Let me check the first query...
[calls get_users with correct filter]
Got 42 users. The first query ignored my filter.
AI [ACT]:
[calls send_email for 42 users]
AI [REFLECT]: Verify emails sent:
[calls get_email_log(campaign="survey")]
42 emails sent. Matches user count. ✓
AI: "Done! Sent survey to 42 users who signed up last month."
Reflection strategies
Self-critique
AI critiques its own output.
reflection = llm.create(
messages=[
{"role": "assistant", "content": output},
{"role": "user", "content": "Critique your response. What's wrong?"}
]
)
Verification tools
Use tools to verify results.
tools:
- name: run_tests
description: Run tests against code
- name: validate_json
description: Check if JSON is valid
- name: check_sql
description: Verify SQL query syntax
- name: count_results
description: Verify expected count
Multi-perspective
Different prompts catch different issues.
perspectives = [
"Check for logical errors",
"Check for edge cases",
"Check for security issues",
"Check for performance issues"
]
for perspective in perspectives:
reflection = reflector.analyze(output, focus=perspective)
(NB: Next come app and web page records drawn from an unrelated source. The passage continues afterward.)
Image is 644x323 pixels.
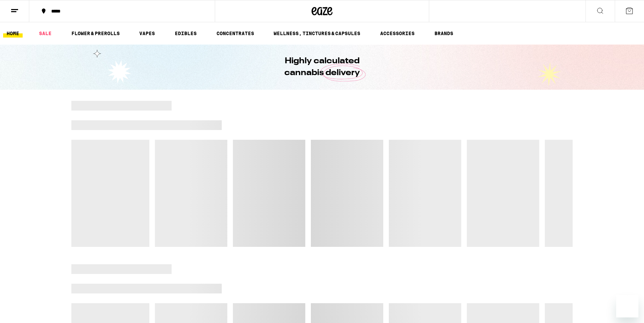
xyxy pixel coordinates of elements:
[377,30,418,37] a: ACCESSORIES
[136,30,158,37] a: VAPES
[3,30,22,37] a: HOME
[68,30,124,37] a: FLOWER & PREROLLS
[616,295,639,318] iframe: Button to launch messaging window
[172,30,200,37] a: EDIBLES
[431,30,457,37] a: BRANDS
[213,30,258,37] a: CONCENTRATES
[270,30,364,37] a: WELLNESS, TINCTURES & CAPSULES
[265,55,379,79] h1: Highly calculated cannabis delivery
[35,30,55,37] a: SALE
if reflection.found_issue:
output = fix(output, reflection)
Constitutional AI
Check against rules.
RULES = [
"Output must be valid JSON",
"No sensitive data in response",
"Must handle empty input",
"Response under 1000 tokens"
]
for rule in RULES:
if not check_rule(output, rule):
output = fix_for_rule(output, rule)
When to use reflection
Use reflection when:
- Output quality matters
- Mistakes are costly
- Tasks are complex
- AI tends to make specific errors
- Verification is possible
Skip reflection when:
- Simple, low-stakes tasks
- Speed is critical
- Output is obviously correct
- Resources are limited
Costs and trade-offs
More tokens
Reflection means more LLM calls.
Without: 1 call
With: 2-3 calls (act + reflect + maybe fix)
More latency
Extra round trips take time.
Without: 500ms
With: 1000-1500ms
When it's worth it
Cost of reflection: ~2x tokens/latency
Cost of wrong output: Much higher
If mistakes matter, reflect.
Integration with MCP
MCP tools can both cause errors and help catch them.
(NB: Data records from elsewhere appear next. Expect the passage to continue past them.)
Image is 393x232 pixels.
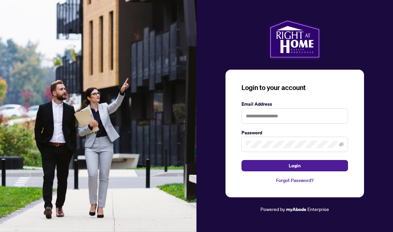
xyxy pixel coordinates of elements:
[269,19,320,59] img: ma-logo
[241,100,348,108] label: Email Address
[241,160,348,171] button: Login
[307,206,329,212] span: Enterprise
[241,177,348,184] a: Forgot Password?
[241,129,348,136] label: Password
[286,206,306,213] a: myAbode
[289,160,301,171] span: Login
[241,83,348,92] h3: Login to your account
[260,206,285,212] span: Powered by
[339,142,344,147] span: eye-invisible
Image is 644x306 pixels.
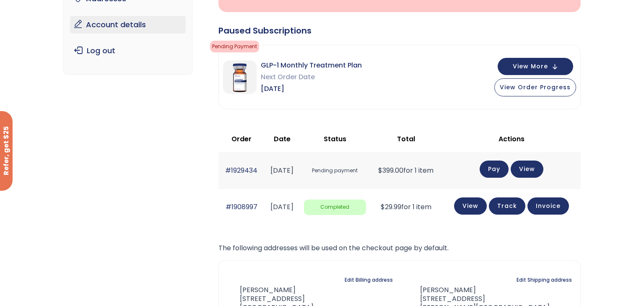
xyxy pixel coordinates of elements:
[210,41,259,52] span: Pending Payment
[70,42,186,60] a: Log out
[517,274,572,286] a: Edit Shipping address
[370,189,441,226] td: for 1 item
[273,134,290,144] span: Date
[494,78,576,97] button: View Order Progress
[304,163,366,179] span: Pending payment
[270,202,294,212] time: [DATE]
[218,243,581,254] p: The following addresses will be used on the checkout page by default.
[497,58,572,75] button: View More
[270,166,294,175] time: [DATE]
[527,197,569,215] a: Invoice
[498,134,524,144] span: Actions
[323,134,346,144] span: Status
[260,72,361,83] span: Next Order Date
[489,197,525,215] a: Track
[231,134,252,144] span: Order
[512,64,547,69] span: View More
[260,83,361,95] span: [DATE]
[370,153,441,189] td: for 1 item
[260,60,361,72] span: GLP-1 Monthly Treatment Plan
[223,60,256,94] img: GLP-1 Monthly Treatment Plan
[218,25,581,36] div: Paused Subscriptions
[345,274,393,286] a: Edit Billing address
[378,166,382,175] span: $
[510,161,543,178] a: View
[226,202,257,212] a: #1908997
[225,166,257,175] a: #1929434
[378,166,403,175] span: 399.00
[380,202,385,212] span: $
[70,16,186,33] a: Account details
[380,202,401,212] span: 29.99
[397,134,414,144] span: Total
[480,161,508,178] a: Pay
[453,197,487,215] a: View
[500,83,571,91] span: View Order Progress
[304,200,366,215] span: Completed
Tools that help reflection:
tools:
- name: validate_output
description: Check if output meets requirements
parameters:
- name: output
type: string
- name: requirements
type: string
- name: run_tests
description: Execute test cases
parameters:
- name: code
type: string
- name: tests
type: array
- name: diff_check
description: Compare expected vs actual
parameters:
- name: expected
type: string
- name: actual
type: string
- name: syntax_check
description: Validate code/data syntax
parameters:
- name: content
type: string
- name: type
type: string
Run these with Gantz Run to give your reflector verification capabilities.
Patterns
Reflect-then-act
Reflect on the plan before executing.
Plan → Reflect on plan → Execute → Done
Act-then-reflect
Reflect on the result after executing.
Execute → Reflect on result → Fix if needed → Done
Continuous reflection
Reflect at every step.
Act → Reflect → Act → Reflect → Act → Reflect → Done
Ensemble reflection
Multiple reflectors vote.
Output → Reflector A → Good
→ Reflector B → Good
→ Reflector C → Needs fix
Majority: Good (2/3)
Summary
Reflection makes AI check its work.
Without reflection:
Task → Act → Output (might be wrong)
With reflection:
Task → Act → Output → Reflect → Fix → Verified Output
Benefits:
- Catches errors before delivery
- Improves output quality
- Handles edge cases
- Builds trust
Costs:
- More tokens
- More latency
- More complexity
For anything that matters, reflection is worth it.
Using reflection in your agents? What patterns work best for you?